![Print](print-icon.png)
![](Text_Increase_Icon.png)
![](Text_Decrease_Icon.png)
Despite two court orders blocking the Trump administration’s funding freeze, the Maryland Department of the Environment said Friday that it still cannot access millions in federal grants, for everything from mining safety to electric vehicle chargers.
The Environmental Protection Agency has also “canceled related meetings, recurring technical assistance webinars, planning calls, and monitoring calls,” wrote MDE spokesman Jay Apperson in an email Friday.
About $15 million in direct grants to Maryland are frozen, Apperson said. In addition, officials in New Jersey and North Carolina are reporting that $660 million in climate pollution reduction funding is inaccessible, including $130 million for Maryland.
“Our internal federal funding portal indicates ‘suspended’ for air pollution monitoring, mining safety, expanding the vehicle charging infrastructure, restoration of forests and coastal areas and workforce training for clean energy jobs,” Apperson wrote. “The line items that are suspended continue to change since the federal memo was issued.”
Since taking office last month, President Donald Trump has issued sweeping orders aiming to restrict federal funding and cut the federal workforce that have thrust agencies such as the EPA into turmoil.
The administration offered financial incentives to the entire federal workforce in exchange for resignations, an action that was placed on hold by a federal court Thursday, hours before an acceptance deadline.
Also on Thursday, the agency confirmed that 168 employees in its Environmental Justice and Civil Rights Office had been placed on administrative leave, “as their function did not relate to the agency’s statutory duties or grant work.”
“EPA is working to diligently implement President Trump’s executive orders, including the ‘Ending Radical and Wasteful Government DEI Programs and Preferencing,’ as well as subsequent associated implementation memos,” wrote EPA spokesperson Molly Vaseliou in an email.
The agency did not immediately respond Friday to a request for comment about its actions impacting Maryland.
Maryland environmental groups, including nonprofits and private businesses, told The Sun this week that environmental projects, including those financed by the Infrastructure Investment and Jobs Act as well as the Inflation Reduction Act, remained on pause.
One former EPA official said the agency’s Mid-Atlantic office designated several Maryland communities as environmental justice areas, including the Middle East community in Baltimore, a cluster of South Baltimore neighborhoods including Curtis Bay, Baltimore County’s Turner Station and Prince George’s County’s Kenilworth corridor.
The agency had provided technical assistance and grant-making assistance to the communities, and collaborated with MDE on enforcement activities there, the source said.
With a mandate to halt any activities focused on diversity, equity and inclusion, the agency’s path forward in those communities is unclear, the former office said.
President Joe Biden’s Justice40 initiative is also in the crosshairs. The program set a goal that “40 percent of the overall benefits of certain federal climate, clean energy, affordable and sustainable housing, and other investments flow to disadvantaged communities that are marginalized by underinvestment and overburdened by pollution,” according to a White House webpage.
But the exact directive isn’t clear to employees yet, the source said.
“That’s harder to quantify, but that has a big impact on older industrial cities like Baltimore,” the employee said. “Are we not to focus on them at all? Are we to focus on 20%? It’s just really confusing. It doesn’t make any sense. These are places that overwhelmingly have environmental problems and require environmental attention.”
EPA staff members remaining from the Biden administration are grappling with whether to take the buyout offers. Some are contemplating whether to stay and push back against the new administration.
“The word people say is ‘oppressive,’ ” the former employee said.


◆ TASK ◆
Return each line exactly, from the one that has "At what (x,y)" through the end of the entries, both ends included. Pictures do not belong.

◆ EXERCISE MATERIALS ◆
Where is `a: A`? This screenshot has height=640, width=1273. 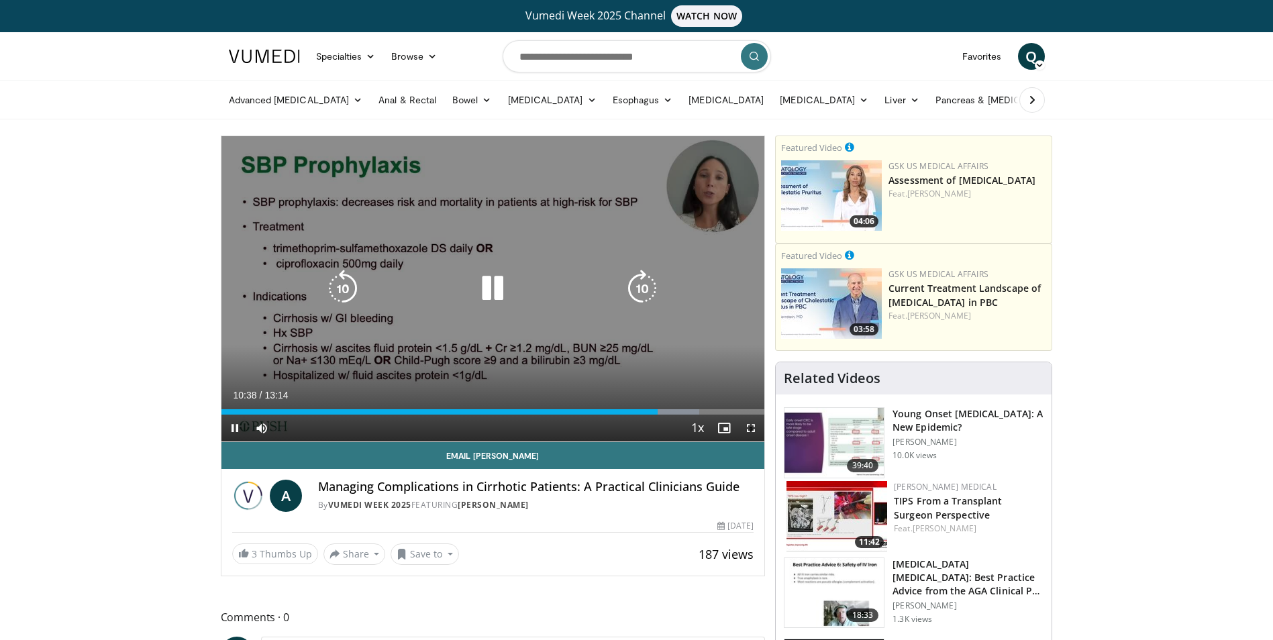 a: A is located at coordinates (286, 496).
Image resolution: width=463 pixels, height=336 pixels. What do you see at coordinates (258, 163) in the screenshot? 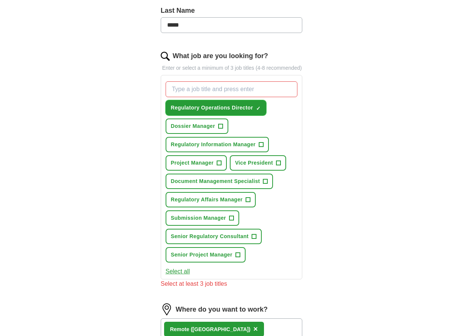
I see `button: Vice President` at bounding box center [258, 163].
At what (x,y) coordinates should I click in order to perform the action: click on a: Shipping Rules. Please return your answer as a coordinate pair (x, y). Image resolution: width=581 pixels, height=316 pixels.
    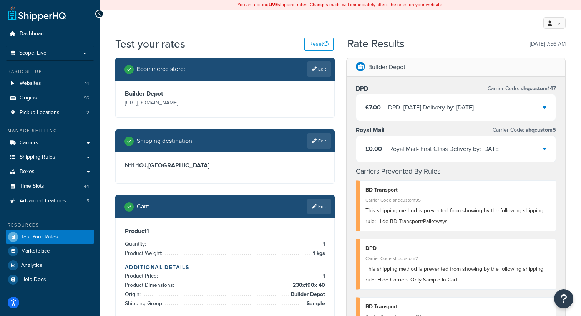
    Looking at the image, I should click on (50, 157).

◆ EXERCISE OUTPUT ◆
At what (x,y) coordinates should I click in order to perform the action: click on a: Shipping Rules. Please return your answer as a coordinate pair (x, y). Image resolution: width=581 pixels, height=316 pixels.
    Looking at the image, I should click on (50, 157).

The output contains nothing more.